Neighborhoods like Belmont Shore and 2nd & PCH deliver a classic coastal retail and dining environment, while areas such as Retro Row, the East Village Arts District, and Bixby Knolls offer more local, design-driven, and community-oriented business environments. Douglas Park, including LBX and The Hangar, reflects a newer, master-planned approach with a mix of office, retail, and experiential uses.

This distribution of activity allows businesses to choose locations that align closely with their brand, workforce, and customer base—something that is harder to achieve in more centralized markets.


Evolving Urban Core, Strength in the Surrounding Market

Downtown Long Beach has experienced cycles of change, as many urban cores have. However, significant residential development has reshaped the area, bringing a large and growing population base that supports long-term demand for retail, services, and office space.

At the same time, many of Long Beach’s strongest business environments are found outside the traditional downtown core. Suburban office corridors and neighborhood retail districts have remained active and resilient, offering practical alternatives for tenants seeking accessibility, parking, and proximity to residential communities.


A Market That Has Gained Institutional Attention

Long Beach was historically overlooked by larger institutional investors, often viewed as secondary to other Southern California coastal markets. That perception has shifted.

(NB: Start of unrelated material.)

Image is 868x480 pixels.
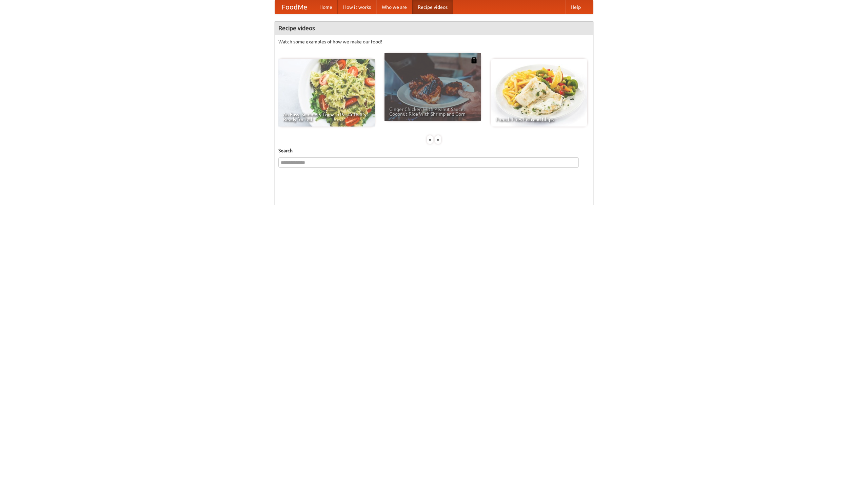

Sustained residential development, combined with increasing retail activity and improving infrastructure, has drawn attention from well-capitalized developers and long-term investors. The result is a market that continues to see reinvestment and redevelopment across multiple submarkets—not just in a single concentrated area.


Relative Affordability Along the Coast

As coastal markets throughout Southern California have become increasingly expensive, Long Beach stands out as a more accessible alternative. It offers proximity to major employment centers, port-driven economic activity, and a coastal lifestyle—without the pricing barriers seen in neighboring beach cities.

For businesses, this creates an opportunity: access to a large and diverse customer base, a growing residential population, and a variety of location types, all within a more flexible cost structure.


A Practical Advantage for Tenants

What ultimately defines Long Beach is optionality.

Tenants are not limited to a single business district or price tier. They can choose between urban, coastal, and suburban environments within the same city—each with distinct advantages depending on their needs.

That flexibility, combined with ongoing investment and a broad economic base, continues to position Long Beach as a durable and often underappreciated commercial real estate market within the Greater Los Angeles region.